Onus Of Proof – Who Has To Prove What

Onus Of Proof – Who Has To Prove What
Date: 27 Oct, 2022| Author: Fred Streiman

For a Will to be valid, some minimal factors need to be present. Most of them are just common sense. These include the basic concept that the Will Maker aka the Testator needs to understand what they are doing and cannot be forced into making a Will.  Formalities under the Succession Law Reform Act also need to be followed.   Mental capacity and undue influence are canvassed in a number of other blogs.

But in the case of a contest between interested parties in a Will, whose responsibility is it to prove that all of the factors have been met?

For a long time the onus rested upon the person propounding the Will. By that we mean those parties seeking to have a Will probated and thusly be certified by the court as being the Will Maker’s Last Will and Testament.

However there has been a cultural change evolving in Ontario over the last few years. That cultural change has been described on more than one occasion by the Ontario Court of Appeal. In 2016 in the case of Neuberger v. York and most recently in the 2022 case of Johnson v. Johnson, the Ontario Court of Appeal has stated not so fast.

If one is relying on rule 75.06 to force a party to have a Will’s validity certified by the court and if one is attempting to attack that lack of validity, it is not enough to simply ask or make bald faced allegations. The objecting party must show some evidence which calls into question the validity of the Will. If one fails to meet that minimal evidentiary threshold or if the party seeking to prove the Will as being valid, successfully answers all the objections, then the attack should be dismissed.  In other words the attack never even gets off the ground.

Simply put, if one is going to attack a Will on any of the usual grounds which are described elsewhere on this website, one needs to have a minimal amount of evidence. What that evidence needs to be varies from case to case.

In the 2022 Johnson decision of the Ontario Court of Appeal referred to above, we had an unhappy daughter of the 94 year old testator who lived for another five years after making her will.   Four months before the mother wrote her 2015 Will, her family physician had diagnosed her as suffering from dementia. In the 2015 Will the mother cut out her daughter despite earlier comments that she wanted to share her estate equally amongst all of her children as she had done in her earlier wills.  At first blush one would think that the minimal amount of fuel for a fire had been provided. Additionally all at that stage that the attacking daughter sought was an order freezing the estate and the release of medical and legal records so that further grounds for the attack and or evidence could be found. One would think a logical and strong argument.  The unhappy daughter attacked.  She not only lost at trial, but appealed her loss.

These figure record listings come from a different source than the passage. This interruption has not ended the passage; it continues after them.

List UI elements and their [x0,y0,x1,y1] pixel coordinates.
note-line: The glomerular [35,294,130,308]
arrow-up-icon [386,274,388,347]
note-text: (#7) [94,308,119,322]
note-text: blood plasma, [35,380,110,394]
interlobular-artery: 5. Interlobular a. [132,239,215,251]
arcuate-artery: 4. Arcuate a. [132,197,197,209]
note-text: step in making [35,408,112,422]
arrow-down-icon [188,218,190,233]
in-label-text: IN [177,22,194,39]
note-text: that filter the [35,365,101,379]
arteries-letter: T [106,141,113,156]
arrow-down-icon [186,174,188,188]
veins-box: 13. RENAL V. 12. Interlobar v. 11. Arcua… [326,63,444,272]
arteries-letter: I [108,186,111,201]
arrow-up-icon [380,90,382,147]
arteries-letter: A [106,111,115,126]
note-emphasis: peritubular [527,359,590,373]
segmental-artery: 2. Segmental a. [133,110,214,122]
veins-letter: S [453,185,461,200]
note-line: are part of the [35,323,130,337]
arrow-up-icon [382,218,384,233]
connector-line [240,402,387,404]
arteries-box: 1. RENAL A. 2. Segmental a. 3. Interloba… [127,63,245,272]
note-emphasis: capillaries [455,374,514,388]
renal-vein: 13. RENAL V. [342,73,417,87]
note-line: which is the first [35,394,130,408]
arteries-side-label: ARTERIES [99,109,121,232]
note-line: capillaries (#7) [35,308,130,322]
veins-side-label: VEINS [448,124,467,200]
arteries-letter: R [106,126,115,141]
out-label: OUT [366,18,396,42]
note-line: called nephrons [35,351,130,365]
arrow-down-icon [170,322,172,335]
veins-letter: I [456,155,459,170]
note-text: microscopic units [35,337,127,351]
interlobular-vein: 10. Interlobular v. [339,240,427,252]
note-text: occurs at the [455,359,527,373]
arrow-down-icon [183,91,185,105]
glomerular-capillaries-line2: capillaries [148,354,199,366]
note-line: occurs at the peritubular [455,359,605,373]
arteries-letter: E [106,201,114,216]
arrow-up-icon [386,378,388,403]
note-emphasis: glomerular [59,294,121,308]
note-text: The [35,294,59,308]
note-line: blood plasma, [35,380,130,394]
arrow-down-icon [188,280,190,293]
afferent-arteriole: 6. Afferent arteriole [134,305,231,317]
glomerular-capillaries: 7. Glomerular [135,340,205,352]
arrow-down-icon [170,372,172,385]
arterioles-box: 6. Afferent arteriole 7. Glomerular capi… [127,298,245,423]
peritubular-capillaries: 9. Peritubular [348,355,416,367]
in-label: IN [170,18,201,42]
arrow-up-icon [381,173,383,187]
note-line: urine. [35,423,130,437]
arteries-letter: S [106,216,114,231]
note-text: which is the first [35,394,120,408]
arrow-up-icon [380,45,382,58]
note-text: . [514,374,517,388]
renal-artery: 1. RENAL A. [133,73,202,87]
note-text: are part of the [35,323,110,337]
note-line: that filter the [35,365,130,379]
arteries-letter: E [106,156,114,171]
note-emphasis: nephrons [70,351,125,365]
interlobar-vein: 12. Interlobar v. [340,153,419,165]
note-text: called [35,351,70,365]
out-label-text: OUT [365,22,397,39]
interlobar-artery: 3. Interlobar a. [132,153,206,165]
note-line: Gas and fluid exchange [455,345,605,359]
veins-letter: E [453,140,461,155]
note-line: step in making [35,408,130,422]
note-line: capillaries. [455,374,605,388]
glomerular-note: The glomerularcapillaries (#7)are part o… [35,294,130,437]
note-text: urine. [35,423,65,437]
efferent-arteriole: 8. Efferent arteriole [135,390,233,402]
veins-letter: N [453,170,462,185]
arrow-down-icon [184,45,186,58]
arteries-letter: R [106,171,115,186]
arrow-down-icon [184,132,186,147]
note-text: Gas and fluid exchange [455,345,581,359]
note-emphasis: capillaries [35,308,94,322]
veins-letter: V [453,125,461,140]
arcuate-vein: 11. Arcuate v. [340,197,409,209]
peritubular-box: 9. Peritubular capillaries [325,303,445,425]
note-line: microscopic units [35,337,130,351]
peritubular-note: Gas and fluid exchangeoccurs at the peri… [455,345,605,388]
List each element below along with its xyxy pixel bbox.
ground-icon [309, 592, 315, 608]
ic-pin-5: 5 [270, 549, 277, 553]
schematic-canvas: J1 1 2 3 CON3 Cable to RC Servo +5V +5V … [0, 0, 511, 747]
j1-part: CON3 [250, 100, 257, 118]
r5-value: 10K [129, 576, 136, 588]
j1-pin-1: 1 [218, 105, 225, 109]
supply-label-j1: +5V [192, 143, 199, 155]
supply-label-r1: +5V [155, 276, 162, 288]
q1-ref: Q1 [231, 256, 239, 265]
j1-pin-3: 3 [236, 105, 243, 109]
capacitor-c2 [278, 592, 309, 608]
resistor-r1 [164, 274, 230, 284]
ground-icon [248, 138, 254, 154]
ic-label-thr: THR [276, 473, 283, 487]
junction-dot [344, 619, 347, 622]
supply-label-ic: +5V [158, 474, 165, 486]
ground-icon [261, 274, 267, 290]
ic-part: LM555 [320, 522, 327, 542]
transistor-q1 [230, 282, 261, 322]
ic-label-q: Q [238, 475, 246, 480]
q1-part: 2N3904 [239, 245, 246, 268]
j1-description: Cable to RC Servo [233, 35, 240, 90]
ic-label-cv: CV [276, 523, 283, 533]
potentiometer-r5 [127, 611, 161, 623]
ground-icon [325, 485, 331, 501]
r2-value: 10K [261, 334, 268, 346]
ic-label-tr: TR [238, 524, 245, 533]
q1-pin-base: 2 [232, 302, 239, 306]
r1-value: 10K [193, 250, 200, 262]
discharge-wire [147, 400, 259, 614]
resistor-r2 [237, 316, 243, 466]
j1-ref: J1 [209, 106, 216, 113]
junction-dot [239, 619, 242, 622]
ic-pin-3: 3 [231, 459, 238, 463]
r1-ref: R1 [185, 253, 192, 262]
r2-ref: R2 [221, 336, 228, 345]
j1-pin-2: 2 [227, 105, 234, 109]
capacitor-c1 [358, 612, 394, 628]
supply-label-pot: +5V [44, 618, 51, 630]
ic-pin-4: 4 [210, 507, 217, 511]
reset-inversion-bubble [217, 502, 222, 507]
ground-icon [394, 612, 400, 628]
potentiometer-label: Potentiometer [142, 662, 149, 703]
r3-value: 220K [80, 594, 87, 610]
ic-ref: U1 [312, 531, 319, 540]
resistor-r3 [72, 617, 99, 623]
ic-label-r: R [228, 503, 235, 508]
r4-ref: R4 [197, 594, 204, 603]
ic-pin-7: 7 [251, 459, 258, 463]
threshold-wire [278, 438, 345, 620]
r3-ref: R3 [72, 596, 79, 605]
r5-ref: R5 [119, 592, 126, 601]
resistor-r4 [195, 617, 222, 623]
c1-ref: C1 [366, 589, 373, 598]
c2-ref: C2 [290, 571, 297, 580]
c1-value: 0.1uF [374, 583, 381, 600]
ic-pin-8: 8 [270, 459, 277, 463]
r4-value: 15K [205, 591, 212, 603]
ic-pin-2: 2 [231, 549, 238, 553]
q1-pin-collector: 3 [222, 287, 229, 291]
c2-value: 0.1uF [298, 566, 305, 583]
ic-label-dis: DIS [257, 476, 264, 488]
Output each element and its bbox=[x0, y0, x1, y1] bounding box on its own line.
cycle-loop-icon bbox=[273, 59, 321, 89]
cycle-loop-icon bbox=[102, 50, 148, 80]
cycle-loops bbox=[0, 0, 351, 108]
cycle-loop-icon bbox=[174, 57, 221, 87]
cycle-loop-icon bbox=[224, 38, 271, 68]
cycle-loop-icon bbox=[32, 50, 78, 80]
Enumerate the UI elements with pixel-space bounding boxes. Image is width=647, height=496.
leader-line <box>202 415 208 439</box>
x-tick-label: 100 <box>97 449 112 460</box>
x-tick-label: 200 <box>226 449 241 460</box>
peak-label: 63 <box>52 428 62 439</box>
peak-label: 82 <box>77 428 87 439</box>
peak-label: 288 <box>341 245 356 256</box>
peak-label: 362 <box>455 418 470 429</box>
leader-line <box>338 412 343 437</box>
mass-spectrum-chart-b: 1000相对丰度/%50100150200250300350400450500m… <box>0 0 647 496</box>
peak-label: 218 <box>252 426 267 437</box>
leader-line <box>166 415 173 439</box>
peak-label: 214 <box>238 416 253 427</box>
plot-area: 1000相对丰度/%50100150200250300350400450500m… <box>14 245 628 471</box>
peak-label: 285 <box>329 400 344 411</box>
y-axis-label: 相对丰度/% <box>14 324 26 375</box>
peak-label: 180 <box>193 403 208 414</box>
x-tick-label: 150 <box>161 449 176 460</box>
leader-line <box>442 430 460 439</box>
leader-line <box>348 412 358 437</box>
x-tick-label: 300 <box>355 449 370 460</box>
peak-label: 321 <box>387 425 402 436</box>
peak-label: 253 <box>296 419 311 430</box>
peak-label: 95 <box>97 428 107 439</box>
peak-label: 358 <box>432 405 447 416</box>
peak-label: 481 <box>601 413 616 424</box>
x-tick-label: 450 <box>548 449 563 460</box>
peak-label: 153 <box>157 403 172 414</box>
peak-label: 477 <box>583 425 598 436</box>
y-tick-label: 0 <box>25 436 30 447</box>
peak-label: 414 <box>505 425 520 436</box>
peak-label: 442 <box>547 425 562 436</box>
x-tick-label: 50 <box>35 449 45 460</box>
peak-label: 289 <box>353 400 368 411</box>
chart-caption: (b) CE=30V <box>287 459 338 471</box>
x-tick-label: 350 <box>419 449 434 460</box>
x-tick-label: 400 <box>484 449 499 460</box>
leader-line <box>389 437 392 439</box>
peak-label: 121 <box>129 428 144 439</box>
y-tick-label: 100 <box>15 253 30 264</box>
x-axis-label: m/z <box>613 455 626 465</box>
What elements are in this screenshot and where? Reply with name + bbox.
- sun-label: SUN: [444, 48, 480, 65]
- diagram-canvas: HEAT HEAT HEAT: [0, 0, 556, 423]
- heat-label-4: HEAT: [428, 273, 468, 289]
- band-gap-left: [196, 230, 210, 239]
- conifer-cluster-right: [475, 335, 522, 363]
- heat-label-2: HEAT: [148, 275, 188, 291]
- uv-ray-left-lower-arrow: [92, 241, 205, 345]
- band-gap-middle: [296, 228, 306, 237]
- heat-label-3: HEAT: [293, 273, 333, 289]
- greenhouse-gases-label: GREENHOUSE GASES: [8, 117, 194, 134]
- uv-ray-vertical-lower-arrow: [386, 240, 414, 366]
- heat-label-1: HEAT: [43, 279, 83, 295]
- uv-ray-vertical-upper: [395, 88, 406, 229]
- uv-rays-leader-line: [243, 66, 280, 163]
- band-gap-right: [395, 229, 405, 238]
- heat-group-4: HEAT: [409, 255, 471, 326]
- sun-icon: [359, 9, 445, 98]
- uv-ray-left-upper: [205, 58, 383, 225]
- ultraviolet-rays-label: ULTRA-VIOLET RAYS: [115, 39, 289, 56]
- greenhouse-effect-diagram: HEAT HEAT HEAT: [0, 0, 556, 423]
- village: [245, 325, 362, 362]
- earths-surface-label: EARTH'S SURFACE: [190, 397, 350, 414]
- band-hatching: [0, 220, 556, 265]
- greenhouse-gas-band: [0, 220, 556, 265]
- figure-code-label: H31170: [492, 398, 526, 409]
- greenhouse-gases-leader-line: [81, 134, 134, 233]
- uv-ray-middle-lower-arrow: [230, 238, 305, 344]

However in Johnson, the rest of the family were able to show there was a wealth of evidence that the Will Maker knew what she was doing, that she had clear and obvious reasons as to why she had cut out the disgruntled daughter and convince the court that the diagnosis of dementia was not in itself sufficient to bar one from making a Will.

The line has been moved and one needs to come to court with a relatively strong case to be able to shift the burden onto those parties seeking to have a Will certified.

The court was not sympathetic to the unhappy daughter’s argument to the court that it was closing the door to her before she even have a chance to find out what other evidence was out there. She argued that the court was not allowing her to obtain the medical records of her late mother or what her lawyers wrote in their files when the Will was done. The court in essence said sorry no fishing expedition unless you can at least convince us that there are unanswered suspicions.